By contrast, research on gratitude indicates that remembering the role of luck increases generosity. Frank cites a study in which simply asking subjects to recall the external factors (luck, help from others) that had contributed to their successes in life made them much more likely to give to charity than those who were asked to remember the internal factors (effort, skill).

Perhaps more disturbing, simply holding meritocracy as a value seems to promote discriminatory behaviour. The management scholar Emilio Castilla at the Massachusetts Institute of Technology and the sociologist Stephen Benard at Indiana University studied attempts to implement meritocratic practices, such as performance-based compensation in private companies. They found that, in companies that explicitly held meritocracy as a core value, managers assigned greater rewards to male employees over female employees with identical performance evaluations. This preference disappeared where meritocracy was not explicitly adopted as a value.

This is surprising because impartiality is the core of meritocracy’s moral appeal. The ‘even playing field’ is intended to avoid unfair inequalities based on gender, race and the like. Yet Castilla and Benard found that, ironically, attempts to implement meritocracy leads to just the kinds of inequalities that it aims to eliminate. They suggest that this ‘paradox of meritocracy’ occurs because explicitly adopting meritocracy as a value convinces subjects of their own moral bona fides. Satisfied that they are just, they become less inclined to examine their own behaviour for signs of prejudice.

Meritocracy is a false and not very salutary belief. As with any ideology, part of its draw is that it justifies the status quo, explaining why people belong where they happen to be in the social order. It is a well-established psychological principle that people prefer to believe that the world is just.

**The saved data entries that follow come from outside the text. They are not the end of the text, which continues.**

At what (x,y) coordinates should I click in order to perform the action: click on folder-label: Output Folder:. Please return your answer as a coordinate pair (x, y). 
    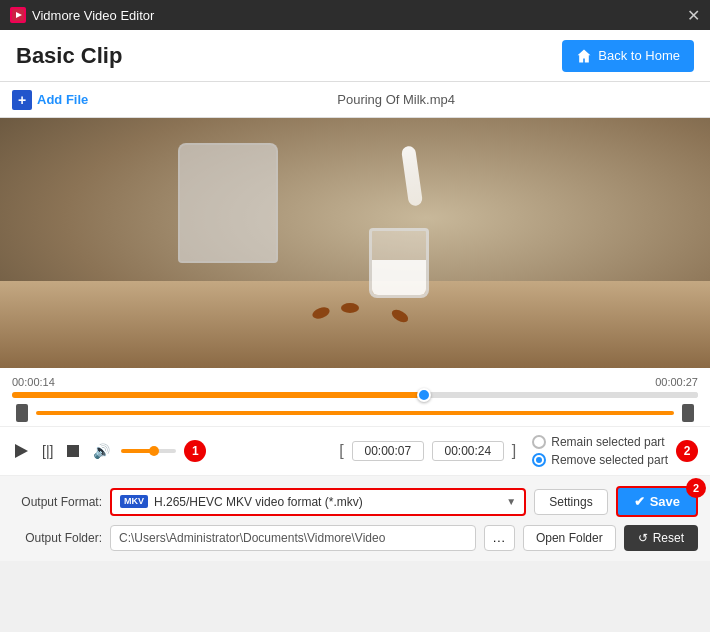
    Looking at the image, I should click on (57, 538).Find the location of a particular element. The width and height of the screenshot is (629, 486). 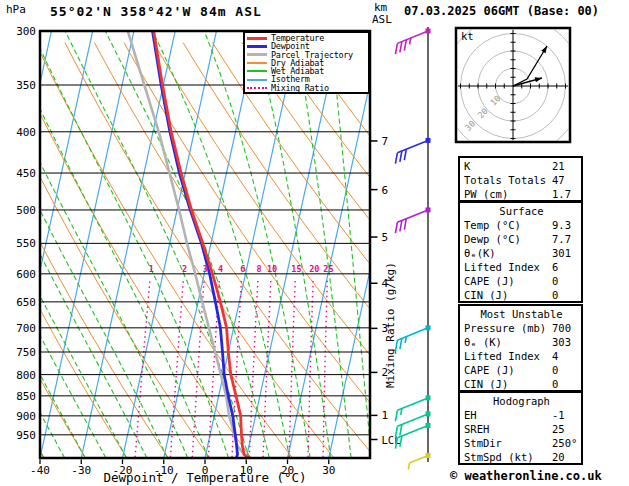

table-row: EH-1 is located at coordinates (522, 415).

However, in addition to legitimation, meritocracy also offers flattery. Where success is determined by merit, each win can be viewed as a reflection of one’s own virtue and worth. Meritocracy is the most self-congratulatory of distribution principles. Its ideological alchemy transmutes property into praise, material inequality into personal superiority. It licenses the rich and powerful to view themselves as productive geniuses. While this effect is most spectacular among the elite, nearly any accomplishment can be viewed through meritocratic eyes. Graduating from high school, artistic success or simply having money can all be seen as evidence of talent and effort. By the same token, worldly failures becomes signs of personal defects, providing a reason why those at the bottom of the social hierarchy deserve to remain there.

This is why debates over the extent to which particular individuals are ‘self-made’ and over the effects of various forms of ‘privilege’ can get so hot-tempered. These arguments are not just about who gets to have what; it’s about how much ‘credit’ people can take for what they have, about what their successes allow them to believe about their inner qualities. That is why, under the assumption of meritocracy, the very notion that personal success is the result of ‘luck’ can be insulting. To acknowledge the influence of external factors seems to downplay or deny the existence of individual merit.

Despite the moral assurance and personal flattery that meritocracy offers to the successful, it ought to be abandoned both as a belief about how the world works and as a general social ideal. It’s false, and believing in it encourages selfishness, discrimination and indifference to the plight of the unfortunate.